Monday, February 6th 2012
In a significant development, AMD reportedly disclosed at the Financial Analyst Day event that it has begun manufacturing its "Trinity" accelerated processing units (APUs) at IBM's foundries. With the creation of Global Foundries, AMD went fabless, relying on Global Foundries (its former manufacturing division) and the likes of TSMC to manufacture its products. Till date, Global Foundries has handled manufacture of most of AMD's CPU products, and socket FM1 APUs, while BGA APUs and chipset have been manufactured at TSMC.

What makes AMD's partnership with IBM for manufacturing a significant development is the fact that IBM can handle high-volume production, and has a proven track-record with semiconductor manufacturing process R&D, it also holds a wide range of silicon fabrication IP, rivaled only by Intel. Chips manufactured at IBM will only add to the volumes created by Global Foundries, Big Blue won't completely replace it as AMD's foundry partner. The ability to ship in greater volumes plays a significant role in scoring design wins, apart from pure performance of the product. For example, Lenovo would want to be absolutely sure you can ship in large quantities before designing a major product around your chip.

Source: Xbit Labs
posted by btarunr - 11:01 AM |  Related News

User comments
by NC37 (11:26 AM) - Reply
Oh I can't wait to see how this impacts the market when Trinity launches. Securing a solid supply of APU chips is going to do wonders after Llano was hampered by so many shortages early on.
by seronx (12:21 PM) - Reply
It's not official, yet. So, this is more news to be rather than news that had already occurred. Also, when 28nm APUs and CPUs come out AMD will have access from three places IBM/GlobalFoundries/Samsung+(TSMC).
by _JP_ (2:06 PM) - Reply
Are the processors manufactured by IBM going to have a special S/N? :D
by btarunr (2:24 PM) - Reply
by: _JP_
Are the processors manufactured by IBM going to have a special S/N? :D
Yeah, "Made in Canada".
by _JP_ (2:29 PM) - Reply
That should do it for me then. Thanks.
by eidairaman1 (4:02 PM) - Reply
This is good news considering the other 2 are having big issues for some reason fabbing the chips.
by cadaveca (4:07 PM) - Reply
SAhould be a step in the right direction, but I wanna see how well these IBM-fabbed chips clock.
by xBruce88x (6:23 PM) - Reply
This is def a good move for AMD. More APUs/CPUs being fabbed means they can sell more, more income for r&d, I think you see where I'm going with this. Maybe they sboud have IBM do some of their GPUs as well.
by xenocide (9:41 PM) - Reply
It doesn't say which IBM facility is going to make them, there are only a few that can...
by AsRock (10:34 PM) - Reply
by: xBruce88x
This is def a good move for AMD. More APUs/CPUs being fabbed means they can sell more, more income for r&d, I think you see where I'm going with this. Maybe they sboud have IBM do some of their GPUs as well.
Sounds like a great move, the word Cyrix keeps popping in my head J/K.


◆ HOW TO COMPLETE THIS TASK ◆
Search the entries for the word "Image". Copy every line where it turns up.

◆ DATA RECORDS ◆
★ ★ ★ ★ ★ ★ ★

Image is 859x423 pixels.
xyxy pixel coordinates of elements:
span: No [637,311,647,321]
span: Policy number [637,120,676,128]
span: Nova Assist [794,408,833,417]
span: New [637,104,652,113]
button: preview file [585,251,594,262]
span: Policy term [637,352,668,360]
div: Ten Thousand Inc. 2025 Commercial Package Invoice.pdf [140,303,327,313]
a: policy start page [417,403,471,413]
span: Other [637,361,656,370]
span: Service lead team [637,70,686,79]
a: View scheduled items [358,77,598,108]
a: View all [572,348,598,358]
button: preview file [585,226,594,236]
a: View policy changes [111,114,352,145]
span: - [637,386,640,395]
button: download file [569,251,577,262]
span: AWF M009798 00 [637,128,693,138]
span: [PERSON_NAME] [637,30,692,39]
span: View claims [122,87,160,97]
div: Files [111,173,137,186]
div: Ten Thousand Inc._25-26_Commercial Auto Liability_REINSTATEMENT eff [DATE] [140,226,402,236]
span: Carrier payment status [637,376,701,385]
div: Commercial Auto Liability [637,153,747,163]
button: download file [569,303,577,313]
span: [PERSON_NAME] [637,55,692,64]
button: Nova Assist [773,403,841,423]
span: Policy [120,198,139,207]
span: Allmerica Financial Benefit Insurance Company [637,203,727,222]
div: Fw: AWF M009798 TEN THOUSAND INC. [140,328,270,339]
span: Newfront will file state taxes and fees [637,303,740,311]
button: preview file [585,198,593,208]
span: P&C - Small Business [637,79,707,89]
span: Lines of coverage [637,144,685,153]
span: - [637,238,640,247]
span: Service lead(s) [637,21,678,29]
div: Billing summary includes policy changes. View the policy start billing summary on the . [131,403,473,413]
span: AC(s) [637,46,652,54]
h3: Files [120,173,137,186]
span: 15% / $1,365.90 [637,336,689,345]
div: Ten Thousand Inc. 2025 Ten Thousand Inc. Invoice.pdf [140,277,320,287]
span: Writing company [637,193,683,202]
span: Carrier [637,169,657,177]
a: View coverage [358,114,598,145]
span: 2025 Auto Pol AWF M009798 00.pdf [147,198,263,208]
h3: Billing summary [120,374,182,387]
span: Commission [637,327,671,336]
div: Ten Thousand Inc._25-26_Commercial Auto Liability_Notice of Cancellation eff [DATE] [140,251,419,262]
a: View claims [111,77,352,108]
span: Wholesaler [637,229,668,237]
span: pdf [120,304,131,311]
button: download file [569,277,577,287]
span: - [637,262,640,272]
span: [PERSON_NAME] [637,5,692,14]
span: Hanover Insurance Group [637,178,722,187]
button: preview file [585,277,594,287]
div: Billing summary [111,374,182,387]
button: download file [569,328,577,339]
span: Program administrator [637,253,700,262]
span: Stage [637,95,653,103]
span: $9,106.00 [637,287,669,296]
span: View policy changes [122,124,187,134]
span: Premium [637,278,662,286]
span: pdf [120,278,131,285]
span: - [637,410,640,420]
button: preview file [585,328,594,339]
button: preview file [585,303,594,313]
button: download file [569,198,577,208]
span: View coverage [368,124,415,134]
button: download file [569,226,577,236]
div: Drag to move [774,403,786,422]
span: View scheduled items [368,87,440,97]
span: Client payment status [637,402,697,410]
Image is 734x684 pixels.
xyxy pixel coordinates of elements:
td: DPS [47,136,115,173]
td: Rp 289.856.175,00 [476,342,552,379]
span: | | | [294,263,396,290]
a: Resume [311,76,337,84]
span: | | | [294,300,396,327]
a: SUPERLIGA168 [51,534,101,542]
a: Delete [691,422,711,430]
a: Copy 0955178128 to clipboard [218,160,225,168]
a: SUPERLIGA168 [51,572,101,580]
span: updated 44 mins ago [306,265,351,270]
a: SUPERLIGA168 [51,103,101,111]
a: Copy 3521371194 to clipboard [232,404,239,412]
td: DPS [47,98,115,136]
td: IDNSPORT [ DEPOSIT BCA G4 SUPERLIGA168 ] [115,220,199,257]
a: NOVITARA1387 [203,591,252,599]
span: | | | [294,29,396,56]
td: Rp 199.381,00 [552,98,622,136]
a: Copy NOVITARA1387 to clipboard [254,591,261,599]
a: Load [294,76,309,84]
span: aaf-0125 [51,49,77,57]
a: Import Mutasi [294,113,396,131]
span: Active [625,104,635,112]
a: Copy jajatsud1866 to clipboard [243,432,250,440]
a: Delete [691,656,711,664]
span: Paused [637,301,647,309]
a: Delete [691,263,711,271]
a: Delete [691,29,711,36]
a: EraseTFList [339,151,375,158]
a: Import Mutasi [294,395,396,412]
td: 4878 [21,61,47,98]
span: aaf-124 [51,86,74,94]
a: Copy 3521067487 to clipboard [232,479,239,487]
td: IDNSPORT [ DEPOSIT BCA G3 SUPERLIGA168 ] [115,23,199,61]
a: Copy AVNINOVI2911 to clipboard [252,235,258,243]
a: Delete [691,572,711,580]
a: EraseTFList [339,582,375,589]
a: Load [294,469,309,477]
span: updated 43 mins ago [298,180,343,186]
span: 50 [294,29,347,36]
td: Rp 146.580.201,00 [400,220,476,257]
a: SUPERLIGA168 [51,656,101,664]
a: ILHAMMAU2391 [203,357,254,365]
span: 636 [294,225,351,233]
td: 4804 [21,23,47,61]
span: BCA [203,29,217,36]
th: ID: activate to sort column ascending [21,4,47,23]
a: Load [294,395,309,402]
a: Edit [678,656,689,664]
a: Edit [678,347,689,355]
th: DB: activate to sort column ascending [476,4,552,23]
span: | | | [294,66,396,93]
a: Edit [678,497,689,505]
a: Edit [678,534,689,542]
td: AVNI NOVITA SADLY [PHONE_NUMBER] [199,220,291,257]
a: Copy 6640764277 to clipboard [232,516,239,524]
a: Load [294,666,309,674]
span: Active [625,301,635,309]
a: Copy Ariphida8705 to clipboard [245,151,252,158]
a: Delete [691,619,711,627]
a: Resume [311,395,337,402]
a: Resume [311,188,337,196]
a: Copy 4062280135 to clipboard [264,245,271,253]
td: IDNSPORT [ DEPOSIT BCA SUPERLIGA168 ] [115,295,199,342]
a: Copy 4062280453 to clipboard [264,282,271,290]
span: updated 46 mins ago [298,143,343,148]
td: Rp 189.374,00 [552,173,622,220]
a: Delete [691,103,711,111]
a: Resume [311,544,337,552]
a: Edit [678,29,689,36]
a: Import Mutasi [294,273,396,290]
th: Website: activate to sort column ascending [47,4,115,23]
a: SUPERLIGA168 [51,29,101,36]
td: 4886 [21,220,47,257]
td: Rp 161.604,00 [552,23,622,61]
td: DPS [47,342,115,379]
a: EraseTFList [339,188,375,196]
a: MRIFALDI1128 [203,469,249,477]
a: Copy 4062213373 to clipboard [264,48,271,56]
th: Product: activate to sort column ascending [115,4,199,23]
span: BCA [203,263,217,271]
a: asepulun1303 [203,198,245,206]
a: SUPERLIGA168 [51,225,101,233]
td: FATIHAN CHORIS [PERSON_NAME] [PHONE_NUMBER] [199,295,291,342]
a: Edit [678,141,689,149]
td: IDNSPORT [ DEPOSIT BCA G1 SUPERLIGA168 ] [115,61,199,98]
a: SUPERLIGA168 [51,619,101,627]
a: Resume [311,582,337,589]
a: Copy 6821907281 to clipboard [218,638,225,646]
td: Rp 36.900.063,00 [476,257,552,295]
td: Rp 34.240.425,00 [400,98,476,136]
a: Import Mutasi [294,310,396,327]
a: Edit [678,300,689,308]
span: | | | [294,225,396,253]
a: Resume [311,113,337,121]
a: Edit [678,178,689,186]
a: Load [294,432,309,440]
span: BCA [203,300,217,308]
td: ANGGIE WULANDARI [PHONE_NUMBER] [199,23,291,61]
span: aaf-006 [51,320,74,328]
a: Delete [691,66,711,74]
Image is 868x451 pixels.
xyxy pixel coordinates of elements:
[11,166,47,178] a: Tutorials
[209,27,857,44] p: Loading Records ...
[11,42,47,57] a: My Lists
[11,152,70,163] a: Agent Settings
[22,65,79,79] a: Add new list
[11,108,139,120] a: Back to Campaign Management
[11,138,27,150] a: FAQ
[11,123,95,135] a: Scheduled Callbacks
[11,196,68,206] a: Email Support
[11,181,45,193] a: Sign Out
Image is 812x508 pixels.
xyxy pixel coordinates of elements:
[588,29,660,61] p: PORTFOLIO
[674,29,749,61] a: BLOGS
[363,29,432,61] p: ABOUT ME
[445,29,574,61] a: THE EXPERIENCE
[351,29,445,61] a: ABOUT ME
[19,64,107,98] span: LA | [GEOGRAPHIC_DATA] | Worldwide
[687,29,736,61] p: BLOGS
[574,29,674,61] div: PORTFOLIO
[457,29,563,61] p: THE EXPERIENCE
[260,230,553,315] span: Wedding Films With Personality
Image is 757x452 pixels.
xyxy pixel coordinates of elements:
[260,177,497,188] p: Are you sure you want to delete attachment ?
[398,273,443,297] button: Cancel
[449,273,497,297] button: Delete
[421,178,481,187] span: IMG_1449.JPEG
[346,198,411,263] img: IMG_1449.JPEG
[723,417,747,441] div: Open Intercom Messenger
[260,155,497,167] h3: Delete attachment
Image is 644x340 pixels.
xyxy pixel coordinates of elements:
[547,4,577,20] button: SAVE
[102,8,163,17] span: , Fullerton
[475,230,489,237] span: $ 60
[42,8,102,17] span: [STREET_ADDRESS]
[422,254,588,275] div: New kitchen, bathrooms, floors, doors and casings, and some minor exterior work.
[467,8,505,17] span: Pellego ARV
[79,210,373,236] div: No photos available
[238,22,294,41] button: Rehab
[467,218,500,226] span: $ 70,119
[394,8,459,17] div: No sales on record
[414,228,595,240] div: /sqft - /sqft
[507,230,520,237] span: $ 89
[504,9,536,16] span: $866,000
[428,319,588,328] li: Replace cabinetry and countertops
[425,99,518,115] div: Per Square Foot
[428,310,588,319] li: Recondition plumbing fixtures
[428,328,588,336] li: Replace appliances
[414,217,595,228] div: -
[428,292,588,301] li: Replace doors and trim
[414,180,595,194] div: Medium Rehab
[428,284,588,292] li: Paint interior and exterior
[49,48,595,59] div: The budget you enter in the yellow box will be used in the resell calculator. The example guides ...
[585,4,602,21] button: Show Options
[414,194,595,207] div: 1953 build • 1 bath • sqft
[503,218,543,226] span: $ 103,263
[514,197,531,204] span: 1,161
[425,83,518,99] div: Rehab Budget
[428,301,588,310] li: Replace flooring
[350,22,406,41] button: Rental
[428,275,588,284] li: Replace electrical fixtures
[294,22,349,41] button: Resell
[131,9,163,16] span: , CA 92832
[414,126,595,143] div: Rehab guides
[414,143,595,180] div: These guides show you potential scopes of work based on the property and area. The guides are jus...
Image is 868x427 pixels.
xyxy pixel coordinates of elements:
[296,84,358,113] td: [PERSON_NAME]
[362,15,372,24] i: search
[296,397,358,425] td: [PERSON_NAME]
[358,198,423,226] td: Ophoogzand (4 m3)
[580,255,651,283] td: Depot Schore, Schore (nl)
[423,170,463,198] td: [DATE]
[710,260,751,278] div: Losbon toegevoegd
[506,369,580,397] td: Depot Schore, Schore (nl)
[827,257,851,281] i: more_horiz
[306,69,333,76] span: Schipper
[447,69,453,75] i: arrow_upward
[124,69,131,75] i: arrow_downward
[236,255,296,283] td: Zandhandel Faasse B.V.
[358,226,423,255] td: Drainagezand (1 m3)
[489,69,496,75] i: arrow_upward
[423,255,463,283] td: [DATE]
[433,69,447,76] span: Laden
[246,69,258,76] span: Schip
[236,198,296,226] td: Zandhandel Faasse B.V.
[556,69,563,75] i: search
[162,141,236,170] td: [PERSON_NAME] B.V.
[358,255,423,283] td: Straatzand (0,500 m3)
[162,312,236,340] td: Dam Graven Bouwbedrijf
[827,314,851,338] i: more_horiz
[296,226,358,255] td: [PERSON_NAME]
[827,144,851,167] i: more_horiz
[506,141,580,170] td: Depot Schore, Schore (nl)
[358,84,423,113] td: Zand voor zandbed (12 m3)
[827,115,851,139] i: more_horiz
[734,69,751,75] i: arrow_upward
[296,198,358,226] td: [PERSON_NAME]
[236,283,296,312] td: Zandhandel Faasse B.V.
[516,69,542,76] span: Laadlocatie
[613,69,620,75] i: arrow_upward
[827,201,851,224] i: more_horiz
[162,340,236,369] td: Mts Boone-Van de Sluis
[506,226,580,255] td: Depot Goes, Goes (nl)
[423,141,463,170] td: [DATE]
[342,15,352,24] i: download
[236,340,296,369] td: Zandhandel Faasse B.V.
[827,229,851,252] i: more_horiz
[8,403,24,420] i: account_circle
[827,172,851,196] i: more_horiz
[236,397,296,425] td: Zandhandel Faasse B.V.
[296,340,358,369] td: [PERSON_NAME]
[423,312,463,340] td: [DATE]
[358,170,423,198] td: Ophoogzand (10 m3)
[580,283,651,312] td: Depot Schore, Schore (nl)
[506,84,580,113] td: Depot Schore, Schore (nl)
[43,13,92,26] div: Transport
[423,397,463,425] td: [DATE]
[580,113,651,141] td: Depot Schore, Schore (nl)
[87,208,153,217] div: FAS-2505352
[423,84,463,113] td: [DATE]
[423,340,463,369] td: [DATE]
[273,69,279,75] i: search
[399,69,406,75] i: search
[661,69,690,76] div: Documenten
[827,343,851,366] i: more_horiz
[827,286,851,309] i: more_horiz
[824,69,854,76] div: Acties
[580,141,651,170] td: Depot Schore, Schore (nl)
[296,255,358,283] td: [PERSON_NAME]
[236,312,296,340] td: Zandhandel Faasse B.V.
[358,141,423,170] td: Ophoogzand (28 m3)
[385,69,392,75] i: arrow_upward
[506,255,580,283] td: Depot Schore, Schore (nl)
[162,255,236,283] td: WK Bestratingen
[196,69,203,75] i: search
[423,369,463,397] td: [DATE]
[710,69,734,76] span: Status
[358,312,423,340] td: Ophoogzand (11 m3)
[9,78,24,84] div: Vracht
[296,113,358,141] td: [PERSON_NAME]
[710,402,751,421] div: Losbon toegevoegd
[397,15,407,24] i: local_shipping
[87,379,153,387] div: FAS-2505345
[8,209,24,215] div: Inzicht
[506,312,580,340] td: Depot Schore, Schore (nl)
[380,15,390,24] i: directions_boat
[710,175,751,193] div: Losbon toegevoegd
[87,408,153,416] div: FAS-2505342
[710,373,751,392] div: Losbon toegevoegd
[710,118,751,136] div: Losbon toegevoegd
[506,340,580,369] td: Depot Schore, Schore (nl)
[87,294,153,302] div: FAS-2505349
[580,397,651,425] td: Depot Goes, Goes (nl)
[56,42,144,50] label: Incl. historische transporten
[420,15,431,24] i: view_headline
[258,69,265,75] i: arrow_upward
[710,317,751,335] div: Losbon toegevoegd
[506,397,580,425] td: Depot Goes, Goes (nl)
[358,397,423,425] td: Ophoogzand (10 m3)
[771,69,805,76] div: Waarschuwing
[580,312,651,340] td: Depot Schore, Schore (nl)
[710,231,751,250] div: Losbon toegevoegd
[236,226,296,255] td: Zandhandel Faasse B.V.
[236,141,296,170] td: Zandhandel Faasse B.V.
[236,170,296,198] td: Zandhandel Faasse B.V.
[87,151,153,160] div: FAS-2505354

★ ★ ★ ★ ★ ★ ★

◆ THE ANSWER ◆
Image is 859x423 pixels.
Image is 734x684 pixels.
Image is 868x451 pixels.
Image is 812x508 pixels.
Image is 757x452 pixels.
Image is 644x340 pixels.
Image is 868x427 pixels.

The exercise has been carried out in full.